Thousands of people have held protests across Mexico to highlight the country's many enforced disappearances and demand more action by officials to tackle them.
Relatives and friends of missing people, as well as human rights activists, marched through the streets of Mexico City, Guadalajara, Córdoba and other cities calling for justice and urged the government of President Claudia Sheinbaum to help find their missing loved ones.
More than 130,000 people have been reported as missing in Mexico. Almost all the disappearances have occurred since 2007, when then-President Felipe Calderón launched his war on drugs.
In many cases, those disappeared have been forcibly recruited into the drug cartels – or murdered for resisting.
While drug cartels and organised crime groups are the main perpetrators, security forces are also blamed for deaths and disappearances.
The widespread demonstrations illustrated the extent to which the problem of forced disappearances affects communities and families across Mexico.
From one end of the country to the other – from southern states like Oaxaca to northern ones like Sonora and Durango – activists and family members of disappeared people turned out in their thousands carrying placards with their relatives' faces on them, to demand the authorities do more to address the issue.
In Mexico City, the march brought traffic in the capital to a standstill, as the protest moved down the main thoroughfare.
The search groups, known as buscadores, scour the countryside and the deserts of northern Mexico, often following tips on potential mass graves.
Unfortunately, those involved in these searching efforts face significant risks, including potential disappearance themselves, as seen in the case of several buscadores who were lost after discovering a purported narco-ranch.
The United Nations has labelled the situation as a human tragedy of enormous proportions, with disappearances in Mexico now exceeding those witnessed during conflicts in Guatemala and Argentina.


- **PROMPT**
Every line below that has the string "text" needs to be copied.

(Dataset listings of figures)
-=-=-=-=-
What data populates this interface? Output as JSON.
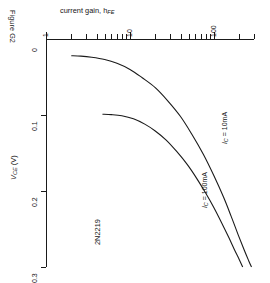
{
  "figure": {
    "caption": "Figure G2",
    "device_label": "2N2219"
  },
  "chart_data": {
    "type": "line",
    "title": "current gain, h",
    "title_sub": "FE",
    "title_full": "current gain, hFE",
    "xlabel": "current gain, hFE",
    "ylabel": "VCE (V)",
    "ylabel_main": "V",
    "ylabel_sub": "CE",
    "ylabel_unit": " (V)",
    "xscale": "log",
    "yscale": "linear",
    "xlim": [
      1,
      300
    ],
    "ylim": [
      0,
      0.3
    ],
    "y_inverted": true,
    "grid": false,
    "legend": "inline-annotations",
    "x_tick_labels": [
      "1",
      "10",
      "100"
    ],
    "x_tick_values": [
      1,
      10,
      100
    ],
    "x_minor_ticks": [
      2,
      3,
      4,
      5,
      6,
      7,
      8,
      9,
      20,
      30,
      40,
      50,
      60,
      70,
      80,
      90,
      200,
      300
    ],
    "y_tick_labels": [
      "0",
      "0.1",
      "0.2",
      "0.3"
    ],
    "y_tick_values": [
      0,
      0.1,
      0.2,
      0.3
    ],
    "series": [
      {
        "name": "IC = 10mA",
        "label_main": "I",
        "label_sub": "C",
        "label_rest": " = 10mA",
        "points": [
          [
            2.0,
            0.022
          ],
          [
            2.6,
            0.0225
          ],
          [
            3.5,
            0.024
          ],
          [
            5.0,
            0.027
          ],
          [
            7.0,
            0.032
          ],
          [
            10.0,
            0.04
          ],
          [
            14.0,
            0.051
          ],
          [
            20.0,
            0.064
          ],
          [
            28.0,
            0.081
          ],
          [
            40.0,
            0.102
          ],
          [
            55.0,
            0.126
          ],
          [
            75.0,
            0.152
          ],
          [
            100.0,
            0.18
          ],
          [
            130.0,
            0.208
          ],
          [
            160.0,
            0.233
          ],
          [
            195.0,
            0.258
          ],
          [
            230.0,
            0.278
          ],
          [
            260.0,
            0.292
          ],
          [
            280.0,
            0.3
          ]
        ]
      },
      {
        "name": "IC = 100mA",
        "label_main": "I",
        "label_sub": "C",
        "label_rest": " = 100mA",
        "points": [
          [
            4.7,
            0.099
          ],
          [
            6.0,
            0.0995
          ],
          [
            8.0,
            0.101
          ],
          [
            11.0,
            0.105
          ],
          [
            15.0,
            0.112
          ],
          [
            20.0,
            0.121
          ],
          [
            27.0,
            0.133
          ],
          [
            36.0,
            0.148
          ],
          [
            48.0,
            0.165
          ],
          [
            62.0,
            0.183
          ],
          [
            80.0,
            0.203
          ],
          [
            100.0,
            0.222
          ],
          [
            125.0,
            0.243
          ],
          [
            150.0,
            0.261
          ],
          [
            175.0,
            0.277
          ],
          [
            200.0,
            0.29
          ],
          [
            220.0,
            0.3
          ]
        ]
      }
    ],
    "annotations": [
      {
        "name": "curve-label-10ma",
        "text": "IC = 10mA"
      },
      {
        "name": "curve-label-100ma",
        "text": "IC = 100mA"
      },
      {
        "name": "device-label",
        "text": "2N2219"
      }
    ]
  },
  "colors": {
    "ink": "#1a1a1a",
    "background": "#ffffff"
  }
}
-=-=-=-=-
- **SOLUTION BELOW**
        "text": "IC = 10mA"
        "text": "IC = 100mA"
        "text": "2N2219"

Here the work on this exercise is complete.